Facilitating Social Change Institute

May 31, 2013 Leave a comment

For the third consecutive year, Junxion Strategy is proudly sponsoring Social Change Institute at Hollyhock on Cortes Island, British Columbia. This is one in a series of articles about the conference.

 The upcoming Social Change Institute will bring together approximately 100 passionate change agents from across sectors, geography, issues, generations, strategies and points of view for a five-day leadership and skill-building summit.

This experiential convening is designed for high impact and emerging leaders from nonprofits, government and mission-based enterprises who are seeking practical skills and networking opportunities to take their work to the next level.

Among this year’s returning faculty is Gibrán Rivera, Senior Associate at the Interaction Institute for Social Change (IISC).  Junxion Strategy spoke with Gibran about his connection to this year’s SCI.

Junxion:  How did you get involved with SCI? 

Gibrán Rivera:  I’m involved because I was invited.  I think that’s important, because it’s aligned with my perspective on how social change happens, which is through connections – people connecting and resonating with each other, and inviting each other into spaces that are held with intention and purpose.  These are essential elements in the cocktail of social change.  Last year, I was invited by a friend [SCI producer Cara Pike]. I enjoyed myself and thought that the work mattered.  The people who showed up did so fully.  There was a certain kind of openness to exploring ideas and connecting on a human level that showed me that this was a space worth being a part of.  So when I was invited back again, I remembered all of those things, and I thought, wow, I’m lucky, I have another chance to move things forward!

Junxion: What’s your role at SCI? 

GR: I like to think of it as nurturing the community and helping to weave it together, helping us connect to that which is most true about ourselves.  There’s something that makes us want to come to a place like this, something in our trajectory that allows the invitation to resonate with us, something we’re looking for, seeking, or working on.  When we connect to that, we are better at getting to it and seeing what is common among us.

Junxion: Tell us about the workshop you’ll be leading, “Networks, Complexity and the Emergent Paradigm.” 

GR:  The workshop is about what I consider the biggest paradigm shift since the industrial revolution.  We are experiencing a massive reorganization of how we look at the world.  There’s increasing complexity, so our linear models fall apart, but we are pretty darned attached to them and don’t know much about how to do without them!

Still, there are objective conditions that need to be attended to.  This workshop is about the need to adapt into a different paradigm, what futurist Stowe Boyd refers to as the “postnormal” era, defined by the acronym “VUCA” – volatility, uncertainty, complexity and ambiguity.  We will be better social change agents when we understand that there’s actually a competitive advantage in adapting more quickly into that reality.

JX:  How does the work of IISC create larger and systemic change?

GR: At the Institute, we have some initiatives I can point to as “hopeful experiments.” One is the Barr Fellows Network [launched in 2005 by the Barr Foundation with IISC as a partner], a very intentional effort to weave a relational and trust-based network of leaders in the city of Boston.  Every year, the Barr Foundation takes 12 nonprofit executive directors from Boston and gives them a three-month sabbatical as a gift.  The participants agree to go on a two-week learning journey to the global south, and then go on two retreats per year, every year for three years, as a cohort.  The learning journey, which is so challenging for them, followed by a three-month break from work, creates a major disruption for them.  Over the three-year process, the trust among them builds, and so do the opportunities for exploring collaboration across boundaries. Then they start working across cohorts from other years – so you end up with a powerful web of leaders across Boston.  That’s just one example that shows we can create conditions for new paradigms to emerge.

Junxion:  What are your top desired outcomes from SCI this year?

GR: First, if people have a realization about themselves and their role in bringing forth what I think of as the next phase of movement, that would be a major success.  Second, that success only has power if it also comes with a new or strengthened relationship with someone else who was also there, because that weaves the web together.

Third, I want people to leave with practical skills and tools – something they can actually apply. Because things are so complex now, it’s extremely important that we are passionately committed to trying things out in the real world.  I want people to leave knowing what their next experiment is.  What are they going to try out… when, where, with whom?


Exercise aim => Write out the entire listing below exactly, with the pictures left out.

Provided information =>
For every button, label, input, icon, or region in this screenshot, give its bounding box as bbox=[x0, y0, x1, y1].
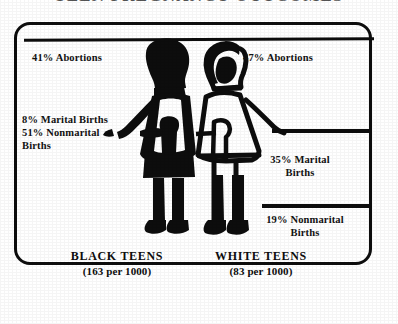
label-white-abortions: 47% Abortions bbox=[243, 51, 313, 64]
caption-white-teens: WHITE TEENS (83 per 1000) bbox=[196, 249, 326, 278]
figure-title-clipped: TEEN PREGNANCY OUTCOMES bbox=[0, 0, 398, 2]
white-marital-marker-rule bbox=[272, 129, 372, 133]
label-white-nonmarital-births: 19% Nonmarital Births bbox=[250, 213, 360, 239]
figure-title: TEEN PREGNANCY OUTCOMES bbox=[0, 0, 398, 2]
caption-white-teens-name: WHITE TEENS bbox=[196, 249, 326, 264]
label-black-nonmarital-births: 51% Nonmarital Births bbox=[22, 126, 100, 152]
caption-black-teens-rate: (163 per 1000) bbox=[52, 264, 182, 278]
label-black-abortions: 41% Abortions bbox=[32, 51, 102, 64]
label-white-marital-births: 35% Marital Births bbox=[252, 153, 348, 179]
white-nonmarital-marker-rule bbox=[262, 204, 372, 208]
caption-black-teens: BLACK TEENS (163 per 1000) bbox=[52, 249, 182, 278]
infographic-canvas: TEEN PREGNANCY OUTCOMES bbox=[0, 0, 398, 324]
label-black-marital-births: 8% Marital Births bbox=[22, 113, 108, 126]
caption-black-teens-name: BLACK TEENS bbox=[52, 249, 182, 264]
caption-white-teens-rate: (83 per 1000) bbox=[196, 264, 326, 278]
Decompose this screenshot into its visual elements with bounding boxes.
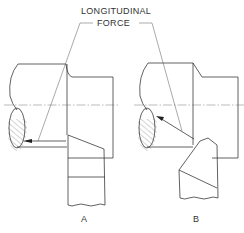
callout-line-1: LONGITUDINAL bbox=[81, 6, 151, 16]
section-a-hatch bbox=[8, 119, 28, 161]
arrowhead-b-icon bbox=[156, 116, 164, 121]
leader-line-a bbox=[38, 23, 80, 141]
force-arrow-b bbox=[160, 118, 194, 139]
tool-b-shank-line bbox=[179, 170, 217, 188]
caption-b: B bbox=[193, 214, 199, 224]
view-a: A bbox=[4, 23, 120, 224]
lathe-force-diagram: LONGITUDINAL FORCE A bbox=[0, 0, 244, 233]
callout-label: LONGITUDINAL FORCE bbox=[81, 6, 151, 28]
workpiece-b-outline bbox=[140, 63, 193, 110]
workpiece-a-outline bbox=[10, 64, 66, 110]
section-b-hatch bbox=[138, 119, 158, 161]
callout-line-2: FORCE bbox=[97, 18, 130, 28]
view-b: B bbox=[134, 23, 244, 224]
workpiece-a-step bbox=[66, 64, 113, 158]
caption-a: A bbox=[81, 214, 87, 224]
leader-line-b bbox=[152, 23, 182, 131]
tool-bit-a bbox=[68, 135, 105, 206]
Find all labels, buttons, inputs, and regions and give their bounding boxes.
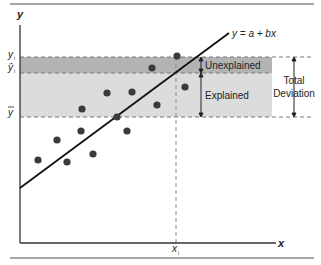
data-point [153,101,160,108]
total-label-line2: Deviation [273,88,315,99]
xi-label: x [171,243,178,254]
unexplained-label: Unexplained [205,60,261,71]
regression-equation-label: y = a + bx [231,28,277,39]
total-deviation-arrow [292,57,296,117]
data-point [103,89,110,96]
data-point [53,136,60,143]
data-point [89,150,96,157]
data-point [148,64,155,71]
ybar-label: y [7,107,14,118]
data-point [123,127,130,134]
x-axis-label: x [277,237,285,249]
data-point [173,52,180,59]
data-point [128,88,135,95]
yhat-subscript: i [14,68,15,74]
xi-subscript: i [178,250,179,256]
data-point [34,156,41,163]
yhat-label: ŷ [7,62,14,73]
data-point [78,105,85,112]
yi-subscript: i [14,55,15,61]
total-label-line1: Total [283,75,304,86]
yi-label: y [7,49,14,60]
regression-diagram: y x y i ŷ i y x i y = a + bx Unexplained… [0,0,321,265]
data-point [181,83,188,90]
data-point [63,158,70,165]
data-point [113,113,120,120]
explained-label: Explained [205,90,249,101]
y-axis-label: y [16,8,24,20]
data-point [77,127,84,134]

Written solution =>
For every button, label, input, icon, or region in this screenshot, give its bounding box as bbox=[x0, y0, x1, y1].
label-white-abortions: 47% Abortions bbox=[243, 51, 313, 64]
caption-white-teens: WHITE TEENS (83 per 1000) bbox=[196, 249, 326, 278]
figure-title-clipped: TEEN PREGNANCY OUTCOMES bbox=[0, 0, 398, 2]
white-marital-marker-rule bbox=[272, 129, 372, 133]
label-white-nonmarital-births: 19% Nonmarital Births bbox=[250, 213, 360, 239]
figure-title: TEEN PREGNANCY OUTCOMES bbox=[0, 0, 398, 2]
caption-white-teens-name: WHITE TEENS bbox=[196, 249, 326, 264]
label-black-nonmarital-births: 51% Nonmarital Births bbox=[22, 126, 100, 152]
caption-black-teens-rate: (163 per 1000) bbox=[52, 264, 182, 278]
label-black-abortions: 41% Abortions bbox=[32, 51, 102, 64]
label-white-marital-births: 35% Marital Births bbox=[252, 153, 348, 179]
white-nonmarital-marker-rule bbox=[262, 204, 372, 208]
caption-black-teens: BLACK TEENS (163 per 1000) bbox=[52, 249, 182, 278]
infographic-canvas: TEEN PREGNANCY OUTCOMES bbox=[0, 0, 398, 324]
label-black-marital-births: 8% Marital Births bbox=[22, 113, 108, 126]
caption-black-teens-name: BLACK TEENS bbox=[52, 249, 182, 264]
caption-white-teens-rate: (83 per 1000) bbox=[196, 264, 326, 278]
Decompose this screenshot into its visual elements with bounding boxes.
callout-line-1: LONGITUDINAL bbox=[81, 6, 151, 16]
section-a-hatch bbox=[8, 119, 28, 161]
arrowhead-b-icon bbox=[156, 116, 164, 121]
leader-line-a bbox=[38, 23, 80, 141]
force-arrow-b bbox=[160, 118, 194, 139]
tool-b-shank-line bbox=[179, 170, 217, 188]
caption-b: B bbox=[193, 214, 199, 224]
view-a: A bbox=[4, 23, 120, 224]
lathe-force-diagram: LONGITUDINAL FORCE A bbox=[0, 0, 244, 233]
callout-label: LONGITUDINAL FORCE bbox=[81, 6, 151, 28]
workpiece-b-outline bbox=[140, 63, 193, 110]
workpiece-a-outline bbox=[10, 64, 66, 110]
section-b-hatch bbox=[138, 119, 158, 161]
callout-line-2: FORCE bbox=[97, 18, 130, 28]
view-b: B bbox=[134, 23, 244, 224]
workpiece-a-step bbox=[66, 64, 113, 158]
caption-a: A bbox=[81, 214, 87, 224]
leader-line-b bbox=[152, 23, 182, 131]
tool-bit-a bbox=[68, 135, 105, 206]
Find all labels, buttons, inputs, and regions and give their bounding boxes.
data-point [153,101,160,108]
total-label-line2: Deviation [273,88,315,99]
xi-label: x [171,243,178,254]
unexplained-label: Unexplained [205,60,261,71]
regression-equation-label: y = a + bx [231,28,277,39]
total-deviation-arrow [292,57,296,117]
data-point [103,89,110,96]
data-point [53,136,60,143]
data-point [89,150,96,157]
data-point [148,64,155,71]
ybar-label: y [7,107,14,118]
data-point [123,127,130,134]
x-axis-label: x [277,237,285,249]
data-point [173,52,180,59]
data-point [128,88,135,95]
yhat-subscript: i [14,68,15,74]
xi-subscript: i [178,250,179,256]
data-point [34,156,41,163]
yhat-label: ŷ [7,62,14,73]
data-point [78,105,85,112]
yi-subscript: i [14,55,15,61]
total-label-line1: Total [283,75,304,86]
yi-label: y [7,49,14,60]
regression-diagram: y x y i ŷ i y x i y = a + bx Unexplained… [0,0,321,265]
data-point [181,83,188,90]
data-point [63,158,70,165]
data-point [113,113,120,120]
explained-label: Explained [205,90,249,101]
y-axis-label: y [16,8,24,20]
data-point [77,127,84,134]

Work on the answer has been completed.